A lot of people forget that the U.S. Coast Guard often carries a serious load in American military history, punching way out of their weight class. This had held true from the War of 1812 to the current standoffs in the East China Sea and the Persian Gulf, with stops at every conflict in between.
During WWII, besides putting some 250,000 men and women in uniform, put the equivalent of four infantry divisions on stateside Beach Patrol, manned squadrons of surface escorts (not only cutters but DDs, DEs, PFs, PCMs, and armed icebreakers), stood up the “Hooligan Navy” to protect the homeland from German and Japanese subs, conned flotillas of other landing craft and support craft, fielded patrol squadrons that included 120 PBY Catalinas, and put a fleet of small craft off the beaches of Normandy that pulled 1,500 men out of the water in June 1944. In all, the Coast Guard manned 802 of their own commissioned ships as well as 351 Navy, and 288 Army vessels during the conflict.
One of these unsung Coasties is Capt. Quentin Walsh.
Born in 1910, he graduated from the Coast Guard Academy in 1933 and was soon working Rum Row during the final days of Prohibition. He clocked in for peacetime service on the Clemson-class destroyer USS Herndon (DD-198)— which had been chopped to the USCG for the war on booze– as well as the famed cutters Yamacraw and Campbell. When the war began, he shipped out on the Coast Guard-manned troop transport Joseph T. Dickman which served across the globe, ferrying Allied troops across five continents.
Then-CDR Walsh in 1944 found himself on the staff of Commander U.S. Naval Forces in Europe, located in London, and was given command of a special scratch force (Task Unit 127.2.8) of about 50~ Navy Sea Bees that landed on Utah Beach on D-Day, armed with bazookas, hand grenades, rifles and submachine guns. Heading right for Cherbourg to the West, you could say he soon gained the keys to the city in a huge win.
As noted by the Coast Guard:
“Despite heavy casualties, his small force seized the port facilities and took control of the harbor the day after they entered the city.
After he discovered that the remaining German garrison at Fort du Homet held 52 U.S. Army paratroopers as prisoners, Walsh, under a flag of truce, exaggerated the strength of the forces under his command and persuaded the commanding officer of the remnants of the German garrison to surrender. These actions earned him the Navy Cross and, all told, he accepted the surrender of over 700 German soldiers.”
His citation:
“Heroism as Commanding Officer of a U.S. Naval party reconnoitering the naval facilities and naval arsenal at Cherbourg June 26 and 27, 1944. While in command of a reconnaissance party, Commander Walsh entered the port of Cherbourg and penetrated the eastern half of the city, engaging in street fighting with the enemy. He accepted the surrender and disarmed 400 of the enemy force at the naval arsenal and later received the unconditional surrender of 350 enemy troops and, at the same time, released 52 captured U.S. Army paratroopers. His determination and devotion to duty were instrumental in the surrender of the last inner fortress of the Arsenal.”
Walsh later helped open up the ports of Brest and La Harve, enabling Patton and Monty to get the gas and gear they needed to liberate Northwestern Europe. Leaving the service in poor health in 1946, he returned to active duty for Korea and retired as a captain in 1960.
Walsh crossed the bar in 2000 at age 90 and is buried in Hurlock, Maryland.
Last week, on the 75th Anniversary of D-Day, SECNAV Richard V. Spencer named a future Arleigh Burke-class guided-missile destroyer, DDG 132, in honor of Walsh, in a ceremony at Cherbourg aboard the Coast Guard Training Ship Eagle (herself a captured German WWII-era vessel).
“For over two centuries, the Navy and Marine Corps team and the Coast Guard have sailed side by side, in peacetime and war, fair weather or foul,” said Spencer. “I am honored the future USS Quentin Walsh will carry Capt. Walsh’s legacy of strength and service throughout the world, and I am proud that for decades to come, this ship will remind friends and adversaries alike of the proud history of our services and the skill and professionalism of all those who stand the watch today.”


**ASSIGNED TASK**
Your response should consist of the records below, repeated exactly.

(Referring expression grounding data)
-=-=-=-=-
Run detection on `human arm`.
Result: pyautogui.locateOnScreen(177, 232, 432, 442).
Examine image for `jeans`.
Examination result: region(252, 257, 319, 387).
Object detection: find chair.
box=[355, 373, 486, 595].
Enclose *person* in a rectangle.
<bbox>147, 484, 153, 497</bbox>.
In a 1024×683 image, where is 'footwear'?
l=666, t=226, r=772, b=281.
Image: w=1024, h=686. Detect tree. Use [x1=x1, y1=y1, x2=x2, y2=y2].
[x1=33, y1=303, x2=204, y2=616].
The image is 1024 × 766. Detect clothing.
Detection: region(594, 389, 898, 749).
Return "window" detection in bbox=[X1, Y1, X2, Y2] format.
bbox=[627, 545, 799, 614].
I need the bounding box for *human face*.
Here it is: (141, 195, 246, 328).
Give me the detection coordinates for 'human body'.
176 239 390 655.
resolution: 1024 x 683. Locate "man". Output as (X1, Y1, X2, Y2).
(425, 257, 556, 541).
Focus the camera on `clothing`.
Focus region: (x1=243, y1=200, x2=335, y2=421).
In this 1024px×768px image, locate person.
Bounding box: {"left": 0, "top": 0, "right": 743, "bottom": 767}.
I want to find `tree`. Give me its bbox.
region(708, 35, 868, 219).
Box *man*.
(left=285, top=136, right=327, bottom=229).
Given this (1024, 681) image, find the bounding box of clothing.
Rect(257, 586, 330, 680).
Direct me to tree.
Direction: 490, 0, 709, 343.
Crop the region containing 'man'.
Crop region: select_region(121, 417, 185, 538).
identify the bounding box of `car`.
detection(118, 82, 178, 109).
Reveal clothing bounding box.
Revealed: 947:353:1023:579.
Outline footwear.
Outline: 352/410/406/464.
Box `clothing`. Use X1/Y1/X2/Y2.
-=-=-=-=-
**ANSWER TO THIS EXERCISE**
Run detection on `human arm`.
Result: pyautogui.locateOnScreen(177, 232, 432, 442).
Examine image for `jeans`.
Examination result: region(252, 257, 319, 387).
Object detection: find chair.
box=[355, 373, 486, 595].
Enclose *person* in a rectangle.
<bbox>147, 484, 153, 497</bbox>.
In a 1024×683 image, where is 'footwear'?
l=666, t=226, r=772, b=281.
Image: w=1024, h=686. Detect tree. Use [x1=x1, y1=y1, x2=x2, y2=y2].
[x1=33, y1=303, x2=204, y2=616].
The image is 1024 × 766. Detect clothing.
Detection: region(594, 389, 898, 749).
Return "window" detection in bbox=[X1, Y1, X2, Y2] format.
bbox=[627, 545, 799, 614].
I need the bounding box for *human face*.
Here it is: (141, 195, 246, 328).
Give me the detection coordinates for 'human body'.
176 239 390 655.
resolution: 1024 x 683. Locate "man". Output as (X1, Y1, X2, Y2).
(425, 257, 556, 541).
Focus the camera on `clothing`.
Focus region: (x1=243, y1=200, x2=335, y2=421).
In this 1024px×768px image, locate person.
Bounding box: {"left": 0, "top": 0, "right": 743, "bottom": 767}.
I want to find `tree`. Give me its bbox.
region(708, 35, 868, 219).
Box *man*.
(left=285, top=136, right=327, bottom=229).
Given this (1024, 681) image, find the bounding box of clothing.
Rect(257, 586, 330, 680).
Direct me to tree.
Direction: 490, 0, 709, 343.
Crop the region containing 'man'.
Crop region: select_region(121, 417, 185, 538).
identify the bounding box of `car`.
detection(118, 82, 178, 109).
Reveal clothing bounding box.
Revealed: 947:353:1023:579.
Outline footwear.
Outline: 352/410/406/464.
Box `clothing`. Use X1/Y1/X2/Y2.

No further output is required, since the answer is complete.